Not without Impact: Fortunately, the increased fire/heat resistance in new safety glass technology comes along with impact resistance, too. But that's not true of all fire-rated glass.

Consumer Product Safety Commission 16 CFR 1201A is the federal safety glazing minimum standard established in 1977 to protect against accidental impact with glazing. Two categories were established. Category I is for small glazing areas (less than 1,296 inches). This glazing is meant to survive an impact of 150 foot pounds, which sounds substantial but in real life is comparable to impact from a small child (foot pounds do not equate to actual pounds). Category II, for larger glazing areas, must survive an impact of 400 foot-pounds, or the weight of an adult. (Just for context, the force of a running teen-ager has been estimated at about 1,500 foot-pounds.)

It's easy to see how the fire ratings and impact ratings are both critical in an emergency. For example, fire rated glass lining a school corridor may not afford sufficient impact protection for a large group of jostling, probably frightened, ninth graders being evacuated from a fire. For safe egress in a school, or in areas of high traffic and exposure to all but the smallest children, the glazing used in these areas must meet CPSC impact standards. Fire safety and impact safety are not separate goals − you must maintain both.
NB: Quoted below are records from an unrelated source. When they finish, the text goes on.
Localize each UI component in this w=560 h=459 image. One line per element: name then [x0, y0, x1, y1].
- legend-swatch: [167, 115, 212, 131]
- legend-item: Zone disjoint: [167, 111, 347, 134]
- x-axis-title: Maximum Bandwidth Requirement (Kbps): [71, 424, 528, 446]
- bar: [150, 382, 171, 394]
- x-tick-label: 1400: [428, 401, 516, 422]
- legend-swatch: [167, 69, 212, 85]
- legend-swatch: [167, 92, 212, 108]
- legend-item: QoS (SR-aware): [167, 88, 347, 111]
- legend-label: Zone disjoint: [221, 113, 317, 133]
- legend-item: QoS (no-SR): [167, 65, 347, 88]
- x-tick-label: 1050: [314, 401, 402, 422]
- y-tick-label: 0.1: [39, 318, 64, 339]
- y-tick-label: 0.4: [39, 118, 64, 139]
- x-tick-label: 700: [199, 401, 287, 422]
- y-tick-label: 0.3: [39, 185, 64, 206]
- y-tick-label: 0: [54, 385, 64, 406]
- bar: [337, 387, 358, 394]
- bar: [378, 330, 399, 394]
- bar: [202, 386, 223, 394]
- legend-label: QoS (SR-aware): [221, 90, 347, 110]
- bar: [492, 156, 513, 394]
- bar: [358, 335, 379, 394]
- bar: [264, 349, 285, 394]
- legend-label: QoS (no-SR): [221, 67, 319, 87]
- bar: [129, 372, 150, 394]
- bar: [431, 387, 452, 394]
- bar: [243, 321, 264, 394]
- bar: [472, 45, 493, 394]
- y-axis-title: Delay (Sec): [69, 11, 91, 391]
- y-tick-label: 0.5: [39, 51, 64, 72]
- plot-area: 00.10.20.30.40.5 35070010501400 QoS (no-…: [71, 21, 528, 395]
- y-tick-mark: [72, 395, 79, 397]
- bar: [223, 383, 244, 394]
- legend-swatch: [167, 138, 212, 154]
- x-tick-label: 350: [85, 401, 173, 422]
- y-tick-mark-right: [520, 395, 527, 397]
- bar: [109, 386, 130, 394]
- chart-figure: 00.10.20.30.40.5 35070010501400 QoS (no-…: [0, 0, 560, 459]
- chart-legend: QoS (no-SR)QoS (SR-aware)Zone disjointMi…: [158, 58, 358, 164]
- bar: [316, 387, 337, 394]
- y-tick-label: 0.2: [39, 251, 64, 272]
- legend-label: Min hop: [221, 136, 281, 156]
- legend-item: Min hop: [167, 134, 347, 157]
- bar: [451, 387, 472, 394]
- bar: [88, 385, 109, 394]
But even apart from emergencies, interior glass that is not adequately impact resistant can present a constant cost as well as danger. According to NCEF, in many schools, glass replacement is the highest routine maintenance cost.

In the Reece School in New York, NY, abundant light reaches interior spaces during normal use, but egress is protected by fire resistive and impact resistant high performance glazing.

Photo: SAFTI FIRST

Daylighting and Design Flexibility. Although a school building could hardly be very "high performance" if it didn't offer occupants protection from fire and impact, there's another aspect to selecting safe interior glass for a school improvement project. The ability to use clear, fire rated glazing in applications where brick walls or sheet rock might have been used gives architects an opportunity to combine increased transparency, visibility and maximum fire safety in designs for interior glass in classrooms, interior corridors, study areas, libraries, laboratories and other areas where getting daylight into interior spaces or maximizing artificial light between shared spaces are integral parts of high performance.

Designers should also be aware that a wide range of other products are available that can replace unsafe wired glass in schools and still provide fire and impact safety, including a certified field filming program that can upgrade existing unsafe wired glass to a CPSC Category II impact safety rated product. This program can be a safe and cost effective means of achieving compliance within tight budgets. The important thing to know about field filming, however, is that it must be performed to exacting standards by a fully certified provider in order to be compliant.